This is a two part post, in this post I focus on Amazon Athena, and in Part Two, I look at Amazon EMR, Apache Hive and Presto.
In this post I want to share how you can use open source tools like Apache Airflow to automate the manual steps your developers might run when using tools like Presto or Apache Hive. If you want to learn more about Apache Airflow, then head over to the project’s website at https://airflow.apache.org.

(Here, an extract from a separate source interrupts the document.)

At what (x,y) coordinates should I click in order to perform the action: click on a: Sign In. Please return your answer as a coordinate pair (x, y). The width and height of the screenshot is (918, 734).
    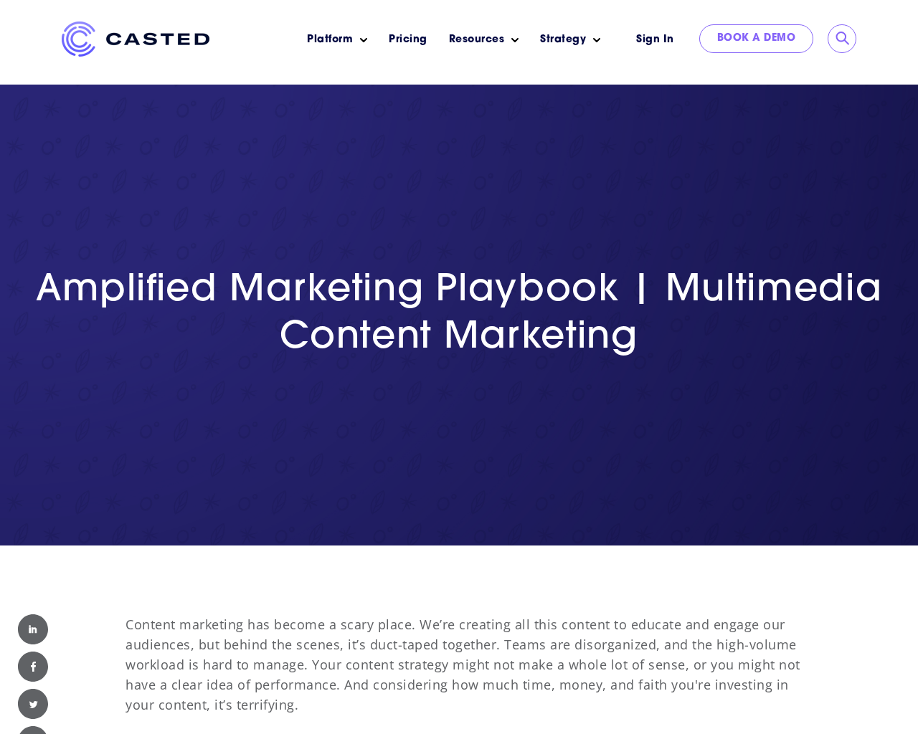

I guess a good question to ask is Why, Why do we need to automate these tasks? Here are some of the things that come to mind (this is not intended to be a comprehensive list but some of the reasons that for me, make sense):
- the ability to reproduce and repurpose the work these developers create so that it can be run when and at scale
- so you can separate the development of the code to the running of it
- reducing the time it takes to get value from your data by enabling code to be run on demand, for example being triggered when a new data payload is received
- adopting of modern development practices such as creation of data pipelines that check your code into source code, validate/test it and then deploy it automatically
There are probably many more, but the outcome is the same - automating those pesky manual tasks is a good thing, and Apache Airflow is our friend here.
Scenarios
In this post I will use two simple scenarios that are typical in many organisations looking at putting data in the hands of their builders. Imagine you have been asked to do any of the following:
- Create some new tables from data in your data lake, which is going to be used by the data visualisation and reporting team to create some dashboards and graphs from that data.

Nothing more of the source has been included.